What’s Your Target?

What’s Your Target

Vince is a District Judge in Philadelphia. He came to me for a golf lesson and during the initial interview he said that he wanted to stop the sway in his swing.  After asking him how that he knows that he sways he said “his friends tell him that he does”. Vince is fairly typical in that he has very little awareness of anything that happens within the two seconds that it takes to swing a club.

THE CASE

After looking at Vince’s dual sequence captured on SwingProfile, It is pretty obvious that Vince does not sway and in fact he hangs his weight on the forward side going back and on the back side at impact.

Now look at Vince’s natural motion. Pretty amazing! That motion appeared with no instruction. It is his natural motion and it was there all along without trying to do anything. How did that happen?

CORRELATION TO TARGET

We know that every motion is correlate to a target.  Better players always have the target as the target and most players have the ball as the target either consciously or sub-consciously. The target will always change the motion of the swing. To find a student’s natural motion we turn their head to the target and have them throw a club to the target. It produces an amazing motion that allows the student to experience their swing. This is the swing that your body, in all its wisdom, knows is the most efficient and powerful. This is the swing that you know will always be there. This is the swing that you do when you don’t think about it. Either you have self-interference, or you have this natural golf swing.

We realize that throwing a club while looking at a target does NOT does satisfy two conditions of golf. There is no ball and you are looking at the target but it does however show that is possible to swing with a motion that is efficient and is already there. It is necessary to learn something that you can already do?  It is possible to produce the same motion while looking at the ball? Of course it is.

Vince had no idea what his body was doing…..he needs to experience that and then something else, his natural motion. The distinction between the two and his own awareness will produce changes and learning that can happen quickly. Awareness, the ability to be present to something as it is happening, is curative and developmental. The essence of physical learning is developing distinctions, becoming aware of the differences between two actions and recognizing the consequence of each. This is the way we learn all basic activities—walking, running, even riding a bicycle—and the reason that we don’t have to think about them once we learn them.

In future articles, we will explore how Vince can develop his awareness in the critical variables of his golf swing: clubface, swing plane, solid contact, aim and alignment and swinging with freedom.

By |2016-11-02T06:51:28+00:00December 9th, 2015|Blog|0 Comments

About the Author:

George McNamara
George McNarama has been teaching golf for over 45 years. He became the 50th PGA Master Professional in 1988. He was the Director of Golf at Brandywine Country Club for the 29 years and is now the Director of Golf and managing Partner at the Golf Zone. He met Fred Shoemaker at the PGA Teaching and Coaching Summit in 2004 and that changed both his personal and professional life. He founded Swing with Freedom which is based on the principles of Extraordinary Golf. Creating an environment where discovery and learning are possible is deeply satisfying to George. He still participates in many Extraordinary Golf programs to continually develop his Coaching skills. His intent in Coaching is to shift the culture of golf tips, formulas and answers to one of exploration, discovery and freedom. George is a skilled Coach who has the ability to create an environment that is safe, without judgments where accelerated development and learning thrives. George has won the Philadelphia Section PGA Golf Professional of the year award and served as President of the Philadelphia PGA in 1998 & 1999. He was named the 2011-2012 Golf Digest Delaware Teacher of the Year and was recently inducted into the PGA Hall of Fame. He was also the Ping Club Fitter of the year in 2008. He lives in Downingtown with his wife, Nancy.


### ACTIVITY
Find every line below where the string "principal" shows up, and copy those lines.

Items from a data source
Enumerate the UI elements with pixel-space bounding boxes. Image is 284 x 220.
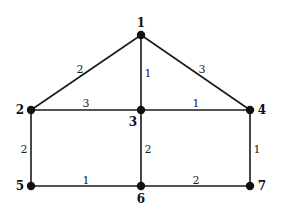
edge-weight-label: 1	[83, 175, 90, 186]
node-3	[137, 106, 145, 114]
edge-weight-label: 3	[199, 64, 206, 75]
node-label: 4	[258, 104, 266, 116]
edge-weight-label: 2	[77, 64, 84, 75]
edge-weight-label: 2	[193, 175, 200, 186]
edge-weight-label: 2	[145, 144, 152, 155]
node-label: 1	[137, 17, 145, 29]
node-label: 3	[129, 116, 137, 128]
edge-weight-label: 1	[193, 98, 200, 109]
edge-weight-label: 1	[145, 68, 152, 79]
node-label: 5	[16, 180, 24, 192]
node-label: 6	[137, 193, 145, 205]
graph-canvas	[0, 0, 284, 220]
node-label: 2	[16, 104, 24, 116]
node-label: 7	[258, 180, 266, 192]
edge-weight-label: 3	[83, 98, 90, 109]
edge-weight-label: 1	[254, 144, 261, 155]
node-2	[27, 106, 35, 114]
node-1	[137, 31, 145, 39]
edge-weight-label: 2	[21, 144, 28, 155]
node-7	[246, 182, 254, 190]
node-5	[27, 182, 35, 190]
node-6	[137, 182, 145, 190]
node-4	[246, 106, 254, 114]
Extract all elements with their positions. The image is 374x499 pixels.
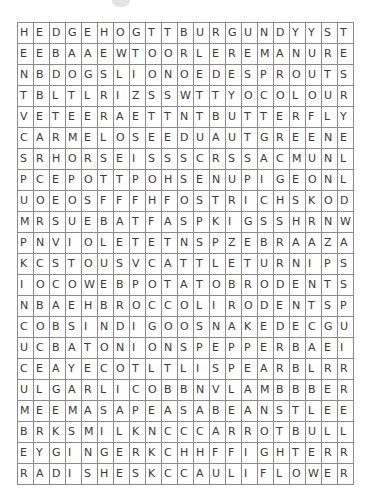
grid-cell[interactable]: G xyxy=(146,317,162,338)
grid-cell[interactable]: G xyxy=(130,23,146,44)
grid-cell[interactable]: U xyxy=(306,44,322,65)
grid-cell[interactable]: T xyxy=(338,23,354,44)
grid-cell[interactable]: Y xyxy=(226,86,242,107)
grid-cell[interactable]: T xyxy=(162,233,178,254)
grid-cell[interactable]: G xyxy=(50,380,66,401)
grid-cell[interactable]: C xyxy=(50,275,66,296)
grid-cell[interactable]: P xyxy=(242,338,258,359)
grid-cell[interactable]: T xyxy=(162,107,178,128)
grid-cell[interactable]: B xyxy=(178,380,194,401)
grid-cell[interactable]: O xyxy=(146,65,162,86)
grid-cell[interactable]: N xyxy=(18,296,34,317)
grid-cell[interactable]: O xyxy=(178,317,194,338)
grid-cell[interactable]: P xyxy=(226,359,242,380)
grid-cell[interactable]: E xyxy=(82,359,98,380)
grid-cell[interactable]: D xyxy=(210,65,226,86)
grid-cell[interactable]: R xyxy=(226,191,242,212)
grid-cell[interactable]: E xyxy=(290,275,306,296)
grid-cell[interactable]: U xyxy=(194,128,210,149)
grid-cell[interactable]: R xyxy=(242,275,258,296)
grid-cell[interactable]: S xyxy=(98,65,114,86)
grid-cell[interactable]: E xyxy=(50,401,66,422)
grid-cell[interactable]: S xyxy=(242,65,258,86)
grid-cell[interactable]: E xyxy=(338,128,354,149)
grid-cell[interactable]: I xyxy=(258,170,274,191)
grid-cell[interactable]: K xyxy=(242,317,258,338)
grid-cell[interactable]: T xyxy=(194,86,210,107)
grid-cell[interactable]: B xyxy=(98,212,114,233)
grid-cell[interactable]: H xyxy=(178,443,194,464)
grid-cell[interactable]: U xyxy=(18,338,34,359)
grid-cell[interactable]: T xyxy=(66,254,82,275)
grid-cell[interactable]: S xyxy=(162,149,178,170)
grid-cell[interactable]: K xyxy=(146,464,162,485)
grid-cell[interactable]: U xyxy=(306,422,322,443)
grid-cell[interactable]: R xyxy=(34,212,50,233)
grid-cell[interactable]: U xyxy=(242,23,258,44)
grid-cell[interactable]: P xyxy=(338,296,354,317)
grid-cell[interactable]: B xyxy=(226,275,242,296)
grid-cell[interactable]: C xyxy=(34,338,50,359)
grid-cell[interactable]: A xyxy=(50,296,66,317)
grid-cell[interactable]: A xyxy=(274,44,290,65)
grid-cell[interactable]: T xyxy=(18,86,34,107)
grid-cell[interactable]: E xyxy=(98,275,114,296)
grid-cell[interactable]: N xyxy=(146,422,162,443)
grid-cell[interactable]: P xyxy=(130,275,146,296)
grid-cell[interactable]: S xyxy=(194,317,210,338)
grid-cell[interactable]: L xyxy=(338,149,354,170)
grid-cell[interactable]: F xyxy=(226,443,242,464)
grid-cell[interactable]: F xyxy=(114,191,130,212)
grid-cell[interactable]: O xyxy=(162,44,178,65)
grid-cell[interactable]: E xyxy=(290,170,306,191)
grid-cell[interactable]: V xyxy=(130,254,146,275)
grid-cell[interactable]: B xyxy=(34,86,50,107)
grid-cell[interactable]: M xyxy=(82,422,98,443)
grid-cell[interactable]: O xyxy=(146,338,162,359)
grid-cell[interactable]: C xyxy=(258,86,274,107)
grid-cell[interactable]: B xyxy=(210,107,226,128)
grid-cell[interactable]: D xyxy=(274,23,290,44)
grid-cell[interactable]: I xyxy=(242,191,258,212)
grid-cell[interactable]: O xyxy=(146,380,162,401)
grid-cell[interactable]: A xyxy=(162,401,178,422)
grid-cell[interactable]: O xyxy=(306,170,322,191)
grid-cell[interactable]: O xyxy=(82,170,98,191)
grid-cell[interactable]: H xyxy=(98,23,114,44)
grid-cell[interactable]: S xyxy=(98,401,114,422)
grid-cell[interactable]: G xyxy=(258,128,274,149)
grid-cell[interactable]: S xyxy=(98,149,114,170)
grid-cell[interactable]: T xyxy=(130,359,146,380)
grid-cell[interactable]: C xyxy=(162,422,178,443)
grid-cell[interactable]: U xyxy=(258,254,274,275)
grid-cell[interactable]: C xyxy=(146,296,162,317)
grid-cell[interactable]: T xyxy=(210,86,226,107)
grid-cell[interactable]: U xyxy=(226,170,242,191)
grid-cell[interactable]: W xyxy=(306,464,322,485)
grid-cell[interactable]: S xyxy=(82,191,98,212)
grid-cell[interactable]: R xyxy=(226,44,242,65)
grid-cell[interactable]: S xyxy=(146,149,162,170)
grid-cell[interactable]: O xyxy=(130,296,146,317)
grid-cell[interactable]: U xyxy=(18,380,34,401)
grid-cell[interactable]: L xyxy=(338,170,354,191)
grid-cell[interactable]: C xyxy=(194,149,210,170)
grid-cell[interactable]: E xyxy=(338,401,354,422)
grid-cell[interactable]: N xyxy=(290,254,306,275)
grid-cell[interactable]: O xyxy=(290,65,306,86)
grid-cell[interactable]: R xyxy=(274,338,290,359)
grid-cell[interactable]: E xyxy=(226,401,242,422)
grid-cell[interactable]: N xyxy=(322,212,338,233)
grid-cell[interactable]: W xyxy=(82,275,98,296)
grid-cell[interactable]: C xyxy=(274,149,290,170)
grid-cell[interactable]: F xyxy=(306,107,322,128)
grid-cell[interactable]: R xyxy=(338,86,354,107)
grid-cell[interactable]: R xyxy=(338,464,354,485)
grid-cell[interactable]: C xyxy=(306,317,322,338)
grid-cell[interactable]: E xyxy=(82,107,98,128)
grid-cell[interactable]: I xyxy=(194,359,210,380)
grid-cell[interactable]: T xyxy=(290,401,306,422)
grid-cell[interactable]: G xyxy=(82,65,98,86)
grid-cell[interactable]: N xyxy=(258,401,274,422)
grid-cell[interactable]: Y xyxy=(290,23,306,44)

* * *

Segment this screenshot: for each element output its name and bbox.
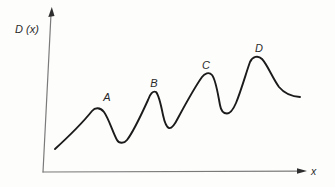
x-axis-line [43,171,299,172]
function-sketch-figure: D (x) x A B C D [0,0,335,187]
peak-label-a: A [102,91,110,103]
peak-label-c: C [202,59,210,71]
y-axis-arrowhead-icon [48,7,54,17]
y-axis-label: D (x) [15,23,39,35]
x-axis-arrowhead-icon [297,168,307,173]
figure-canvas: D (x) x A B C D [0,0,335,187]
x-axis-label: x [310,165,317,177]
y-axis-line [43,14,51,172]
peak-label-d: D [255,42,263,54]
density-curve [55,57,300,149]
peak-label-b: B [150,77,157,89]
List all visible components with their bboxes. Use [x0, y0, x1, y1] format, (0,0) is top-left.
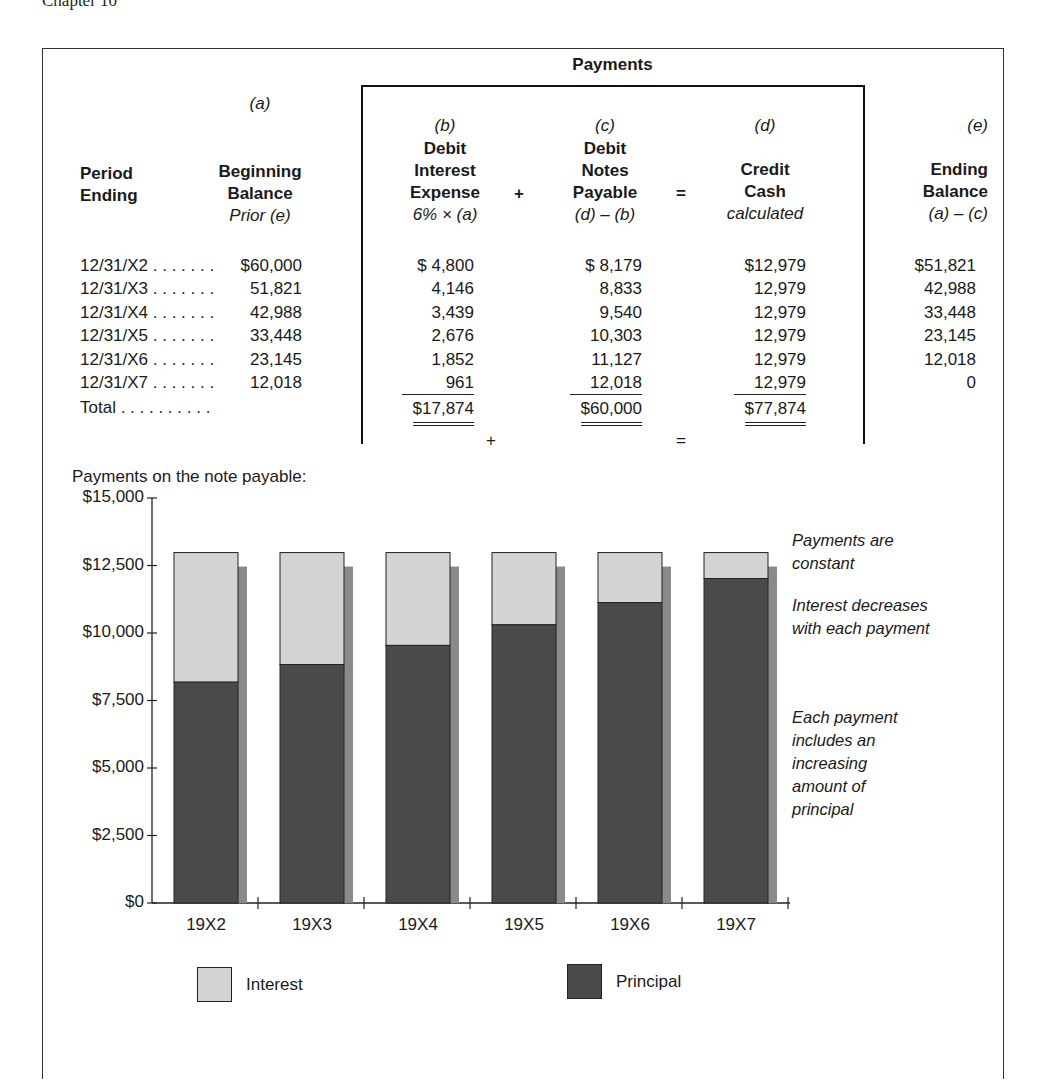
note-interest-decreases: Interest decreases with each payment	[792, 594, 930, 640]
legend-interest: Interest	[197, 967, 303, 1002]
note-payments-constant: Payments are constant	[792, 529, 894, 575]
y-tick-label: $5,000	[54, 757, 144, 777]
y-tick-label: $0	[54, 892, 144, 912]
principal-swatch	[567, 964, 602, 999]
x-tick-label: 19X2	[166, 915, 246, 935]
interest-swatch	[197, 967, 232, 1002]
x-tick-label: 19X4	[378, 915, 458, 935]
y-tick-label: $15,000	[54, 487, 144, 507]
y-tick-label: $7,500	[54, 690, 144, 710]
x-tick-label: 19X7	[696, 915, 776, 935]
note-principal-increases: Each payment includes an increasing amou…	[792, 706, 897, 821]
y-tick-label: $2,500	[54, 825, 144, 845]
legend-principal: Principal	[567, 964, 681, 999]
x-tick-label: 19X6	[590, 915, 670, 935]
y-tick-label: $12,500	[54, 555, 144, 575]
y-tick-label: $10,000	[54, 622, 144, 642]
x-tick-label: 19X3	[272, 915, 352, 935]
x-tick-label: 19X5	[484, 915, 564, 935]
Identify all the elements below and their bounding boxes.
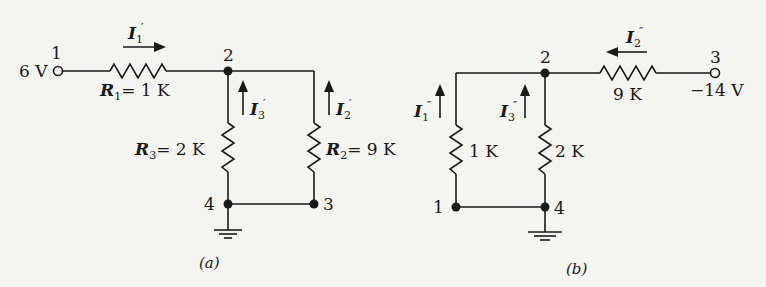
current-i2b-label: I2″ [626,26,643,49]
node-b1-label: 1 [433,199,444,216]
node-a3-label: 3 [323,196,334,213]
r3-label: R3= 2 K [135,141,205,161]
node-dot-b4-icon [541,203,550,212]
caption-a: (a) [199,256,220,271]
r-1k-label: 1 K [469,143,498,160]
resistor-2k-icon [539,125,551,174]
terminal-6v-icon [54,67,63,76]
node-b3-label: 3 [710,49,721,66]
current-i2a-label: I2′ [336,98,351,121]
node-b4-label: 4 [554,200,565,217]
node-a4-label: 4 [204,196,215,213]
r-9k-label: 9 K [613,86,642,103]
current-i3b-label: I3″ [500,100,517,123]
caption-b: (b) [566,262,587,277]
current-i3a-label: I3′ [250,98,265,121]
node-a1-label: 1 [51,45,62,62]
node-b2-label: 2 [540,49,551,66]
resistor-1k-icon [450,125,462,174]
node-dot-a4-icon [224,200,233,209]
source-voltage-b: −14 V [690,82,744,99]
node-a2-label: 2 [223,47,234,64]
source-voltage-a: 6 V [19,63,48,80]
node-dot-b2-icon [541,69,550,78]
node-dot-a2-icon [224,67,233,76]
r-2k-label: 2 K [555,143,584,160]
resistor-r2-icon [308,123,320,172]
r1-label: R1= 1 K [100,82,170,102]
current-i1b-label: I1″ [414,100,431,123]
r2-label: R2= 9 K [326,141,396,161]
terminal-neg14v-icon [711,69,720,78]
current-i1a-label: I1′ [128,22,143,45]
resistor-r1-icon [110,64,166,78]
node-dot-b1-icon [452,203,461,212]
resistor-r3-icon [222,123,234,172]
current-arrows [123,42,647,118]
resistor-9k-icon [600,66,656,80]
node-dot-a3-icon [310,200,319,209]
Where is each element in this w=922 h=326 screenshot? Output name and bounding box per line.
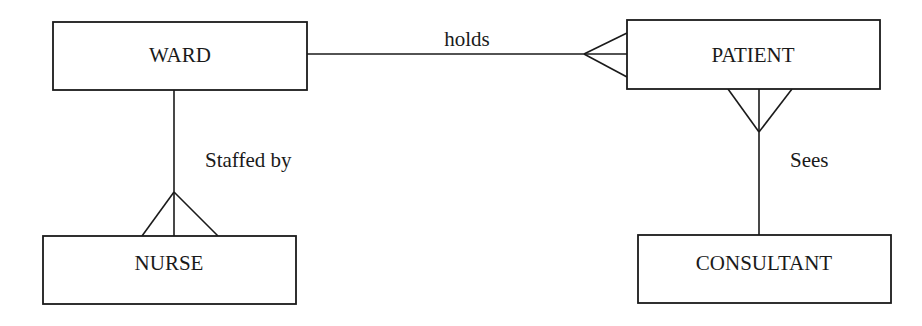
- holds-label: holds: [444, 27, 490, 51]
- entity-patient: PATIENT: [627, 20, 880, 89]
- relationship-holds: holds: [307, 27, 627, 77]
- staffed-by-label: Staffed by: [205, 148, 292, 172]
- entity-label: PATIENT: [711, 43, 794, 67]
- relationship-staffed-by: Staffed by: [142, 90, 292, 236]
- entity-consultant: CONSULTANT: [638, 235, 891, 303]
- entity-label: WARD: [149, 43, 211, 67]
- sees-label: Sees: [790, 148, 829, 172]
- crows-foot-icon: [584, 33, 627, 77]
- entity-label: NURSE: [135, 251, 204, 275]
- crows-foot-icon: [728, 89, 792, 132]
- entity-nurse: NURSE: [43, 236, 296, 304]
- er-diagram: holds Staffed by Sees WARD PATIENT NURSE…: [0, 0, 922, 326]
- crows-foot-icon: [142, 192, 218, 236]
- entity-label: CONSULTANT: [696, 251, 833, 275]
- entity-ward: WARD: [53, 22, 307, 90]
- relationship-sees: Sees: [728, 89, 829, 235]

### TASK SOLUTION
principal-swatch	[567, 964, 602, 999]
note-principal-increases: Each payment includes an increasing amou…	[792, 706, 897, 821]
legend-principal: Principal	[567, 964, 681, 999]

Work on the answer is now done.